Conbulk Ship Management has joined the list of container shipowners that have stopped sending ships to the Red Sea, according to its chief executive Dimitris Dalakouras.
Follow ups – Al-Khabar Al-Yemeni:
“We have stopped trading there. This will have very bad consequences if everybody stops, to the local economy, to the local economic entities,” he told the Capital Link forum in London today.
This move follows the targeting of the Groton ship by the Yemeni armed forces due to the company that owns it violating the decision to ban entry to occupied Palestine.
The step brings Conbulk into line with other small cargo transport service providers that have also refused to allow vessels to trade to the region.
MPC Container Ships chief executive Constantin Baack said: “We discontinued trading immediately because the safety of the crews is of utmost importance.

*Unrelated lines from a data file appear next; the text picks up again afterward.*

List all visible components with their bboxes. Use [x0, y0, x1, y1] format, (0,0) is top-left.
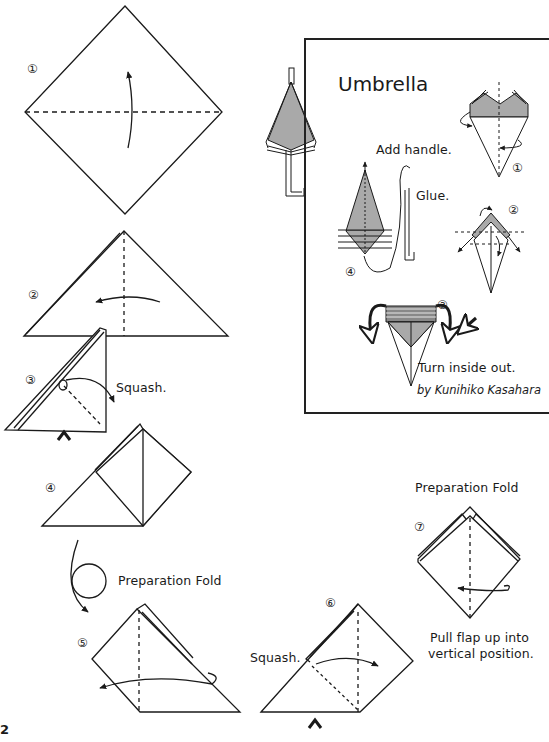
step5-diagram: [92, 604, 240, 712]
step6-diagram: [261, 604, 413, 728]
preparation-fold-symbol: [71, 540, 106, 612]
step-number-5: ⑤: [77, 636, 88, 650]
umbrella-step-number-2: ②: [508, 203, 519, 217]
umbrella-step-number-4: ④: [345, 265, 356, 279]
step-number-1: ①: [27, 62, 38, 76]
umbrella-step-number-1: ①: [512, 161, 523, 175]
umbrella-title: Umbrella: [338, 72, 428, 96]
step4-diagram: [42, 424, 191, 526]
step-number-4: ④: [45, 481, 56, 495]
step3-caption: Squash.: [116, 380, 167, 395]
step6-caption: Squash.: [250, 650, 301, 665]
step7-note-line1: Pull flap up into: [430, 630, 529, 645]
author-credit: by Kunihiko Kasahara: [417, 383, 541, 397]
step-number-3: ③: [25, 373, 36, 387]
page-number: 2: [0, 722, 9, 737]
step7-note-line2: vertical position.: [428, 646, 534, 661]
step3-diagram: [5, 328, 114, 440]
preparation-fold-caption-5: Preparation Fold: [118, 573, 222, 588]
step7-diagram: [418, 507, 520, 618]
step-number-6: ⑥: [325, 596, 336, 610]
umbrella-step-number-3: ③: [437, 298, 448, 312]
step-number-2: ②: [28, 288, 39, 302]
glue-caption: Glue.: [416, 188, 449, 203]
step-number-7: ⑦: [414, 520, 425, 534]
preparation-fold-caption-7: Preparation Fold: [415, 480, 519, 495]
step2-diagram: [24, 231, 228, 336]
step1-diagram: [25, 6, 222, 214]
add-handle-caption: Add handle.: [376, 142, 452, 157]
turn-inside-out-caption: Turn inside out.: [418, 360, 516, 375]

And earning a few dollars more doesn’t justify any of this.”
“We have had a lot of discussions with some of our charters because the lease contracts obviously included clauses that did not prevent them from trading through the Red Sea.”
“We will only continue once there is safety for the crew, and I think that is the basic principle from our standpoint.”

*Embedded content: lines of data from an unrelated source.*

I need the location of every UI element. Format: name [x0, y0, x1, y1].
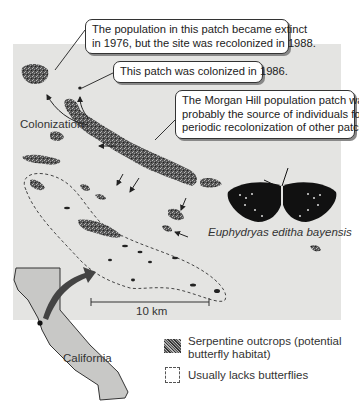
butterfly-illustration	[228, 168, 337, 222]
callout-morgan-hill: The Morgan Hill population patch was pro…	[175, 90, 355, 139]
species-label: Euphydryas editha bayensis	[208, 226, 352, 238]
location-dot	[37, 320, 42, 325]
colonization-label: Colonization	[20, 118, 83, 130]
serpentine-swatch-icon	[164, 339, 181, 353]
california-label: California	[63, 352, 112, 364]
callout-colonized: This patch was colonized in 1986.	[113, 61, 263, 83]
legend-line: Serpentine outcrops (potential	[188, 335, 341, 348]
callout-line: probably the source of individuals for	[182, 108, 348, 122]
callout-line: The population in this patch became exti…	[92, 23, 282, 37]
callout-line: periodic recolonization of other patches…	[182, 121, 348, 135]
callout-line: The Morgan Hill population patch was	[182, 94, 348, 108]
legend-line: Usually lacks butterflies	[188, 369, 308, 382]
california-map	[14, 268, 128, 400]
scale-bar-label: 10 km	[136, 305, 167, 317]
legend-serpentine: Serpentine outcrops (potential butterfly…	[188, 335, 341, 361]
dashed-box-icon	[165, 367, 180, 383]
callout-line: This patch was colonized in 1986.	[120, 65, 256, 79]
legend-line: butterfly habitat)	[188, 348, 341, 361]
legend-lacks-butterflies: Usually lacks butterflies	[188, 369, 308, 382]
callout-extinct: The population in this patch became exti…	[85, 19, 289, 54]
callout-line: in 1976, but the site was recolonized in…	[92, 37, 282, 51]
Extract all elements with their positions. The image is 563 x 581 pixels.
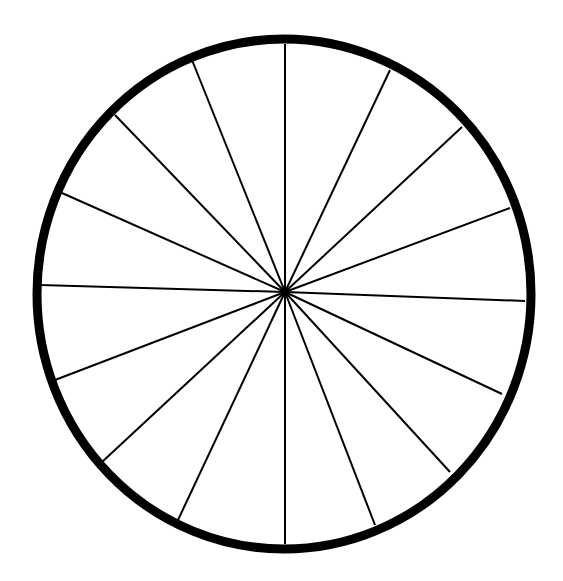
spoke-line bbox=[285, 292, 525, 301]
spoke-line bbox=[40, 285, 285, 292]
sector-wheel-diagram bbox=[0, 0, 563, 581]
spoke-line bbox=[115, 115, 285, 292]
spoke-line bbox=[285, 127, 462, 292]
center-hub bbox=[281, 288, 289, 296]
spoke-line bbox=[285, 292, 450, 472]
spoke-line bbox=[102, 292, 285, 462]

Leonhardt & Blumberg managing director Torben Kolln agreed that the risks were too great to justify the rising ship leasing prices.
He said: “You can say the crew can take their own risk, but we have seen that there is also an environmental risk, and who is willing to take that?
“So, for us, it is absolutely no good to go to the Red Sea, and also now we extended the area to the Gulf of Aden. It is an enormous area. Every week, every second week, we hear terrible things.
“I can’t understand how you can still go there. It is insane, actually,” Kolln said.
Euroseas chief financial officer Anastasios Aslidis said his company set conditions for chartering ships “largely” avoids going into the Red Sea.